![assassin assassin](https://img.game-news24.com/2021/10/The-new-NieR-PC-port-has-been-removed-from-the-Denuvo-DRM.jpeg)
So, in summary, the difference on my machine between running the game at 1920x1080p with Environment / Textures and Shadows bumped up one notch, versus 1600×900 with everything on low or off was pretty negligible. I was careful to restart Assassin’s Creed: Unity after each substantial graphics change, because the game itself notes you should do this when changing textures, and it seems wise for other options as well.Ĭurious to see what would happen, I tried bumping the resolution down to 1600×900 to see if that gained me any frames. Yes, switching textures up to Ultra-Mega-Max is going to tank everything, but venturing into the realms of Environment on medium and Textures on high basically made no difference to anything. Weirder still is the complete lack of effect bumping up some settings actually had on those frame-rates. You’d think this scene would drop to 10fps or something, but no. It’s all pretty bizarre and inconsistent. Later, in Paris proper, I’d be getting better frame-rates on rooftops or in certain streets than I did inside a narrow jail corridor fighting a couple of guards. Weirdly, it wasn’t the infamous crowd scenes which gave my machine the most bother (they caused dips, but usually to 25-ish.) Instead, it was the terror of indoor furnishings.įor some reason, going inside buildings makes my PC very unhappy.
![assassin assassin](https://www.legitreviews.com/wp-content/uploads/2015/11/Assassins-Creed-Syndicate.jpg)
The pre-rendered cutscenes seemed to hold 60 for me too, which was nice at least. Except if I climbed up high enough and looked directly at a wall texture, then it offered me a brief glimpse of life as a 60fps-er. Wandering around Versailles (as grown Arno, not the fruit stealing bit with mini Arno) rewarded me with frames in the 20-30 range.
#Assassin's creed syndicate pc port 1080p#
You’ve got:Įnvironment Quality: Low / Medium / High / Very High /Ultraįor my purposes, as soon as I was able to access the graphics menu (it’s a Ubisoft game, so obviously you can’t just do that at the main menu) I started out with everything on either “low” or “off.” Not quite ready to let go of the 1080p dream just yet, my early tests used 1920×1080. So, I’ll use the amazing power of words to summarise them instead. I’d be deluded to expect Assassin’s Creed: Unity to hold 60fps at 1080p resolution or anything like that, but it doesn’t seem too unreasonable to aim for 30 with graphics options on the lower end of the scale. Assassin’s Creed: Black Flag (after patches) was much the same. It also runs newer releases like Shadow of Mordor just fine (the 40-60fps range) on a mix of medium-high settings. This PC recently ran former Xbox One exclusive Ryse at a higher resolution, higher image quality and higher frame-rate than its native console platform. Assassin’s Creed: Unity does (sort of) run on the Xbox One, after all. Now, that’s fine to take a face value, but it’s probably worth pointing out that the minimum PC requirements seem, frankly, pretty nuts. Not by a whole lot, but it does fall outside what Ubisoft says people need to run the game. I’ve been running this on an i3-2100 / 8GB / 2GB HD 7870 set-up which, as stated, is (somewhat) outside the minimum boundaries on the CPU and GPU side. Let’s lay out some numbers first so we all know where we are. You don’t get an option to pet dogs any more.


• Problem to solve: Search the listing below for lines that hold the word "Boundary", and report only how many there are.

• Data excerpts:

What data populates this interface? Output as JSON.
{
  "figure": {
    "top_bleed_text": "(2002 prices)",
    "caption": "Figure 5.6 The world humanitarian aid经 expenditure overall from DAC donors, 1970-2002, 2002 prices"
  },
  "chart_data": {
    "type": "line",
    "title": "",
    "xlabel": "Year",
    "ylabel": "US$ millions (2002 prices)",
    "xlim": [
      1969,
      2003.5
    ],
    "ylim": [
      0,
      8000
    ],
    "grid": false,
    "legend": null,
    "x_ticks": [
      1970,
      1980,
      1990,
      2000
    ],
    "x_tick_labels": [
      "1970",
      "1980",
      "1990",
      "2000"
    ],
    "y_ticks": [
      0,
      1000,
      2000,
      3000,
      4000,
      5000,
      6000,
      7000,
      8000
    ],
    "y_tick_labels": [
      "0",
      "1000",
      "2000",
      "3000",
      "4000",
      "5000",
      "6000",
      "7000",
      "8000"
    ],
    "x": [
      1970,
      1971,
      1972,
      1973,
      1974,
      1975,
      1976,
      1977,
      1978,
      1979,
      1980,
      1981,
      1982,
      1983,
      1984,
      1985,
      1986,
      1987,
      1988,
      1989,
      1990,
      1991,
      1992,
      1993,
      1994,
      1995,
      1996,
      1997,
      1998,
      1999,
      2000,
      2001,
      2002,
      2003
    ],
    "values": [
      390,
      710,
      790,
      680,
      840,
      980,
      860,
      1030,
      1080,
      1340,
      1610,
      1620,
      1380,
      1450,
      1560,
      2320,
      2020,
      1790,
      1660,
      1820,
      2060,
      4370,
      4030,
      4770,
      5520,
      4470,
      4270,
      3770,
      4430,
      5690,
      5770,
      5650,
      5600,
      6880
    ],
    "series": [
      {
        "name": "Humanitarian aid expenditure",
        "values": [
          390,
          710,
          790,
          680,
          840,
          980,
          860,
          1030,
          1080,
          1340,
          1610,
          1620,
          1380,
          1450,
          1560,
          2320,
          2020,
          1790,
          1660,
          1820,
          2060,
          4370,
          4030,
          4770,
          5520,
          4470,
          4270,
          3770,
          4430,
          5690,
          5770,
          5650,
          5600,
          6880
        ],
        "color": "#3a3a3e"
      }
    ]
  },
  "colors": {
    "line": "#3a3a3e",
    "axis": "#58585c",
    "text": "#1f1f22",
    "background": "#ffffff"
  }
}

--

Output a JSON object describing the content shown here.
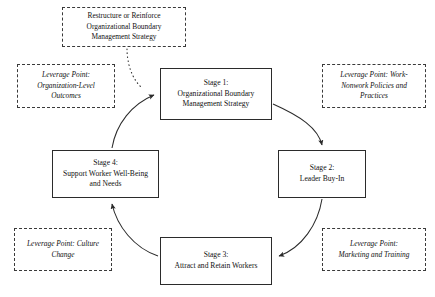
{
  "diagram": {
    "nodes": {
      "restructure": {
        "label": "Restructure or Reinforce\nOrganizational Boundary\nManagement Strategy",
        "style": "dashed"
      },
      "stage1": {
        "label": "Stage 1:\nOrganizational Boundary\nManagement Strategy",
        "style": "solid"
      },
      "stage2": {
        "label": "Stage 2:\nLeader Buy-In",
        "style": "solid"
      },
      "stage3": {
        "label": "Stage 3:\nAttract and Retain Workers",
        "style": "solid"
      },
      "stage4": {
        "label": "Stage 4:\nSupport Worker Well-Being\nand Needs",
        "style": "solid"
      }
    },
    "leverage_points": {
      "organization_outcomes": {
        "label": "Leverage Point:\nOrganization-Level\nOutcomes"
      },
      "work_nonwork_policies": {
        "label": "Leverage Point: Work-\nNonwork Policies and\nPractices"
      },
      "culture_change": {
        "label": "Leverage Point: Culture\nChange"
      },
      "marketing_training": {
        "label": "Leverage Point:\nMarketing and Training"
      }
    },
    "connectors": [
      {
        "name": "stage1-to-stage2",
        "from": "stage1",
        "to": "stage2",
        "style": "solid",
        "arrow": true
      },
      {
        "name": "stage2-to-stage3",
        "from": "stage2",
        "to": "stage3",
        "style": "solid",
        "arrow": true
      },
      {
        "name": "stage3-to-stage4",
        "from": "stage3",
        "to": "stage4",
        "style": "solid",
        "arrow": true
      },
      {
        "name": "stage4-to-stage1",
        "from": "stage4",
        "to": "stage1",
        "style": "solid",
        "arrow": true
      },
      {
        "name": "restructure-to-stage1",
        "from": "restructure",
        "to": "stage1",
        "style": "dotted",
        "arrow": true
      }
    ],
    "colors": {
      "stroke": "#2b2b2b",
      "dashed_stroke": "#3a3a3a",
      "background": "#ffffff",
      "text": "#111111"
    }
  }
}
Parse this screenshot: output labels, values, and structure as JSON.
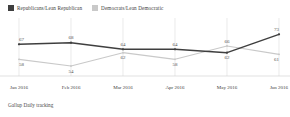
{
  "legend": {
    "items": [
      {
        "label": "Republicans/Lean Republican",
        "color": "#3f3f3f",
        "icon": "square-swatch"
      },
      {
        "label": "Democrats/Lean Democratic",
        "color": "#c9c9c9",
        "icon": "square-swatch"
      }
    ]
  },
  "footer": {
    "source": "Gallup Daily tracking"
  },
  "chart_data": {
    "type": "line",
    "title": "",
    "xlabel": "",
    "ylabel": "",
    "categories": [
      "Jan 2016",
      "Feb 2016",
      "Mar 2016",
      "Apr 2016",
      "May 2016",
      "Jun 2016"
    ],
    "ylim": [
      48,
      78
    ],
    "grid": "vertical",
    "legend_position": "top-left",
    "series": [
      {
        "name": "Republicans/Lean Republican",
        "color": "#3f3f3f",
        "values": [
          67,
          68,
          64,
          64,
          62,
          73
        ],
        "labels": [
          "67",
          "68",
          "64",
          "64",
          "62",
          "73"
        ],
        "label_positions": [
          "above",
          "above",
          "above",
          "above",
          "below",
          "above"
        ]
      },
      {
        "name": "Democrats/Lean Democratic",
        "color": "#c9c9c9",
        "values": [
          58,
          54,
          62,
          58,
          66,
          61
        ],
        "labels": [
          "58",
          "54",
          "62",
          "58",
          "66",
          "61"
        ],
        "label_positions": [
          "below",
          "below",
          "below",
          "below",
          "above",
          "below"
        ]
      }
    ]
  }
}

• Solution below: 2